There is, something, however, seemingly off with the notion that the driverless car’s compliance with the law is considered wrong.

One can view this in another way: that the driverless car’s staying within the parameters of the law can set or be taken as an impetus, a precedent, even a model, for all human drivers to seriously consider fine-tuning their tendencies and behavioral patterns which make them non-compliant with the law.

This, of course, runs contrary to an underlying issue that exists with technology and artificial intelligence in the first place: how to make it more “human”, or at least temper it with an ethical regard for human life. In addition, it is expected that the human ego prevents us from even considering the fact that we can or should emulate a law-abiding behavior that we ourselves program into our machines.

If you’re a human, it just does not compute.

[Photo courtesy: nytimes.com]

4 Replies to “Humans slamming into driverless cars: is it really a key flaw on the part of the latter?”

  1. We are still in the infancy stage, regarding Artificial Intelligence. It is easier to work on a flying machine, piloted by an Artificial Intelligence.

    The “Driverless Car” is connected to a sophisticated GPS systems. There are many sensors in it. So, if one or two of the sensors fail. It will result to a wayward Driverless car. Assembly Robots have the same problems.

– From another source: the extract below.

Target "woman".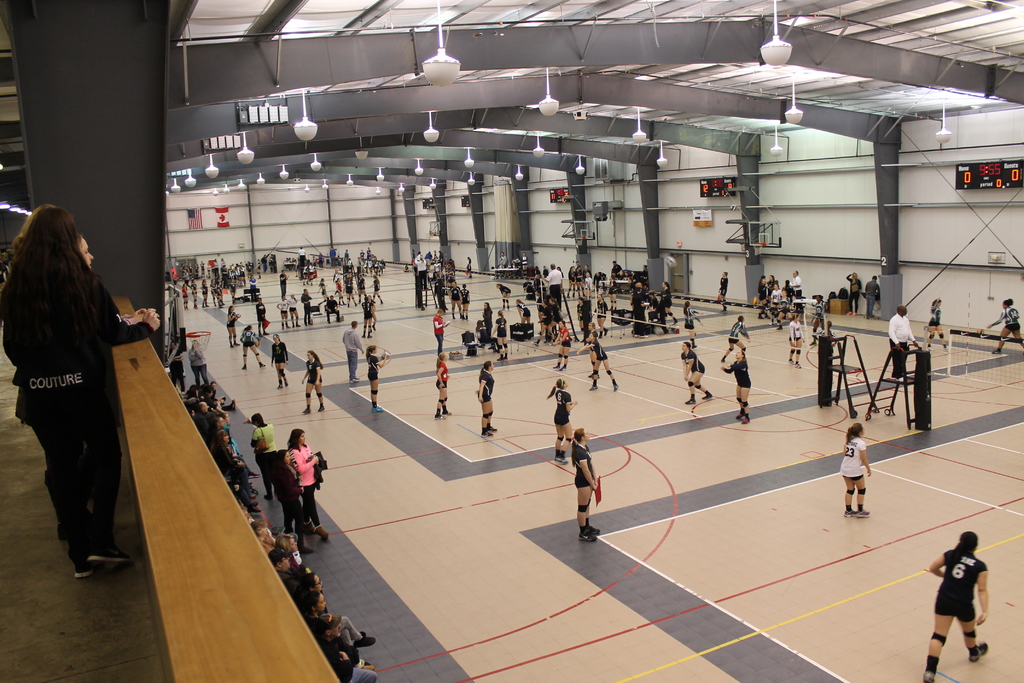
Target region: bbox=[212, 259, 219, 278].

  2. Why would anybody want a driverless car?

    We are men, we hunt food for ourselves, we pitch our own tents, we make our own fire, we make our own repairs, etc, etc.

    Seriously though, there are just things on this earth that is not possible without the constant intervention of humans.

  3. After a lifetime of driving, repairing and studying automobiles, I have come to an unavoidable conclusion – we are the weakest link in a car. As car components go, human beings are deeply substandard – we have imperfect perception, we are ruled by emotion, and we vary wildly in quality.